Rather than accept permanent exclusion, Apple engineered a redesign—dubbed “Redesign 2″—that shifted the blood oxygen calculation from the Apple Watch itself to the paired iPhone. Under the redesign, the Watch collects raw sensor data, but the Health app on the iPhone performs the actual computation and displays the result. Apple sought approval from U.S. Customs and Border Protection and relaunched the feature in August 2025. Masimo challenged this design-around, arguing it still violated the existing exclusion order, triggering a formal enforcement proceeding before ALJ Monica Bhattacharyya.
On March 19, 2026, the Federal Circuit separately affirmed the original ITC exclusion order that found Apple’s prior Apple Watch design infringed Masimo’s patents. One day earlier, ALJ Bhattacharyya had issued her Enforcement Initial Determination (EID) finding that the Redesign 2 Watch did not infringe the asserted patents. Both Masimo and Apple petitioned the full Commission to review the ALJ’s enforcement ruling.
The Court’s Holding
On April 17, 2026, the ITC Commission issued a determination not to review ALJ Bhattacharyya’s EID. By declining review, the Commission adopted the ALJ’s conclusion that Apple’s Redesign 2 Watch “doesn’t directly infringe asserted claims… nor does it induce their infringement when used with an iPhone in the U.S.” The Commission formally terminated the enforcement proceeding, concluding: “The accused redesigned products do not infringe the Asserted Patents, and therefore, they should not be excluded pursuant to the terms of the Limited Exclusion Order.”
The key to the non-infringement finding was Apple’s architectural shift. By relocating the blood-oxygen calculation to the iPhone rather than performing it on the Watch, Apple placed the accused functionality outside the scope of Masimo’s claims.
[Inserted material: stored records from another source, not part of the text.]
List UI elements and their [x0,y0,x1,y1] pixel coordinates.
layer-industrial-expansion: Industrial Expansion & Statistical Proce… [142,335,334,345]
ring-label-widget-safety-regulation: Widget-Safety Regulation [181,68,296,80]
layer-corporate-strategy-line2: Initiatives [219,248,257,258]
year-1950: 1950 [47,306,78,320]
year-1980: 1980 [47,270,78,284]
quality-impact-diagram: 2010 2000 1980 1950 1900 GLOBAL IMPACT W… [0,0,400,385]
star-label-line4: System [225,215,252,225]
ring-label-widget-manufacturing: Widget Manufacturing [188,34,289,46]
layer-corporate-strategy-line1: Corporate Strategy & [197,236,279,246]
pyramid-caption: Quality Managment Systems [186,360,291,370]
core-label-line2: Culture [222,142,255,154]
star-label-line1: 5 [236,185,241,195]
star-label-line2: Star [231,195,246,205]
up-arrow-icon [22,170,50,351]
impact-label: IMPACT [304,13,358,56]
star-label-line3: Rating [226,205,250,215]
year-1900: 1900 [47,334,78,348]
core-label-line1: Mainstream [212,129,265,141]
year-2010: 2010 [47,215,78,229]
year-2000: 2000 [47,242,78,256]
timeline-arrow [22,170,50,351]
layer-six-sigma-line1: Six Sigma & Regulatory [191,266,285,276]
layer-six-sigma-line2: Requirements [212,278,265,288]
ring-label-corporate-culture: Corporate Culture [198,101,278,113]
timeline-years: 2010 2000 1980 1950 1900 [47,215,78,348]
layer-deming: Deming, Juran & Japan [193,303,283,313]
The original patents covered devices that independently measured and reported physiological data; Apple’s redesign essentially made the Watch a data-collection peripheral, with the computation—and therefore the alleged infringement—occurring on a separate device not subject to the exclusion order.
Key Takeaways
- Design-arounds at the ITC can succeed even after an exclusion order is affirmed on appeal, so long as the redesigned product falls outside the specific asserted patent claims rather than merely making cosmetic or trivial changes.
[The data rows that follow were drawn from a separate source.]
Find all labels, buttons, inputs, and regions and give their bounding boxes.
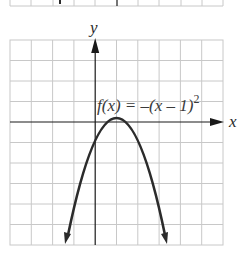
function-equation: f(x) = –(x – 1)2	[97, 92, 199, 115]
figure: y x f(x) = –(x – 1)2	[0, 0, 238, 261]
x-axis-label: x	[228, 112, 237, 131]
left-curve-arrow-icon	[64, 232, 71, 244]
x-axis-arrow-icon	[210, 118, 224, 126]
top-partial-graph	[10, 0, 223, 6]
equation-exponent: 2	[193, 92, 199, 106]
grid	[10, 40, 223, 245]
equation-text: f(x) = –(x – 1)	[97, 96, 194, 115]
y-axis-label: y	[88, 18, 98, 37]
right-curve-arrow-icon	[161, 232, 168, 244]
- Splitting functionality between devices—collecting data on one and processing it on another—can be a viable non-infringement strategy when patent claims require both functions to occur on the same device.
- The ITC’s enforcement proceeding is a separate track from Federal Circuit appeals of the original exclusion order; an affirmed exclusion order covers the original product, but a design-around receives fresh analysis in enforcement proceedings.
- Masimo may still appeal the Commission’s enforcement determination to the Federal Circuit, though with the original patents expiring in 2028, the practical window for relief is narrowing.
Why It Matters
This ruling ends one of the most prominent ITC patent battles of the decade, allowing Apple to continue selling Apple Watch models with a blood oxygen feature in the United States. For Apple, it validates the strategy of engineering around an exclusion order rather than paying licensing fees—a path that required both technical creativity and regulatory navigation. For Masimo, the result is a disappointing end to litigation that once seemed to hand it leverage over one of the world’s most valuable consumer electronics franchises.
More broadly, the case illustrates both the power and the limits of ITC Section 337 proceedings. The ITC can impose swift import bans, but determined respondents with the resources to redesign their products can escape exclusion if they can demonstrate that the new design falls outside the asserted claims. As hardware increasingly relies on software and cloud or companion-device processing, splitting computation across devices may become a standard patent design-around strategy—one that courts and the ITC will need to evaluate with increasing frequency.